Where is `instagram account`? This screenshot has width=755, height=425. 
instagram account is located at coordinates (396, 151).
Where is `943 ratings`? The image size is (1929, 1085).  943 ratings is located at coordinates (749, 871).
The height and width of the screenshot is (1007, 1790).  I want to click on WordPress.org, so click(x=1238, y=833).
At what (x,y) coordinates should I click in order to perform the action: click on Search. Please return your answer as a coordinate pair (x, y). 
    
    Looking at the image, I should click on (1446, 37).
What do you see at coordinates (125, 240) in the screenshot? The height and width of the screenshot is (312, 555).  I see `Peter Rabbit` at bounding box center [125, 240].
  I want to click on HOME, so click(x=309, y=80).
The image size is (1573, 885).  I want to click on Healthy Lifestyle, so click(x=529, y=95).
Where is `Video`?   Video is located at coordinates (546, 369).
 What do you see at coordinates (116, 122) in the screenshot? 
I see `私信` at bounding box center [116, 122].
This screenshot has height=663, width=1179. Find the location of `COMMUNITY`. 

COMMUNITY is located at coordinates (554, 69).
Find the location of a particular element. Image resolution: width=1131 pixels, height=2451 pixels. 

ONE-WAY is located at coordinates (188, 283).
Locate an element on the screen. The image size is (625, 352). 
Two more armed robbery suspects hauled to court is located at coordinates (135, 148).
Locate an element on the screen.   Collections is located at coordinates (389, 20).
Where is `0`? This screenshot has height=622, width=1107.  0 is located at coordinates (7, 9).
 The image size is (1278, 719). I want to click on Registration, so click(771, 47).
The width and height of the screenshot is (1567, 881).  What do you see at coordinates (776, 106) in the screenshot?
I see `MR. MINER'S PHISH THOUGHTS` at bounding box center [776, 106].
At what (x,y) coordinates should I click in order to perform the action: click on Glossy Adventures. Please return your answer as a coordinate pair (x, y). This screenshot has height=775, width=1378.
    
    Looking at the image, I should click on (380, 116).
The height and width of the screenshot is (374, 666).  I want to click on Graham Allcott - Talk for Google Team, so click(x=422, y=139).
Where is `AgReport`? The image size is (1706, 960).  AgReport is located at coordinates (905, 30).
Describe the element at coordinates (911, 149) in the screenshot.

___

**Assignment**
Only the lines from the one holding "The height and width of the screenshot is (374, 666)." to the end of the material are wanted, each transcribed exactly.

**Task result**
The height and width of the screenshot is (374, 666).  I want to click on Graham Allcott - Talk for Google Team, so click(x=422, y=139).
Where is `AgReport`? The image size is (1706, 960).  AgReport is located at coordinates (905, 30).
Describe the element at coordinates (911, 149) in the screenshot.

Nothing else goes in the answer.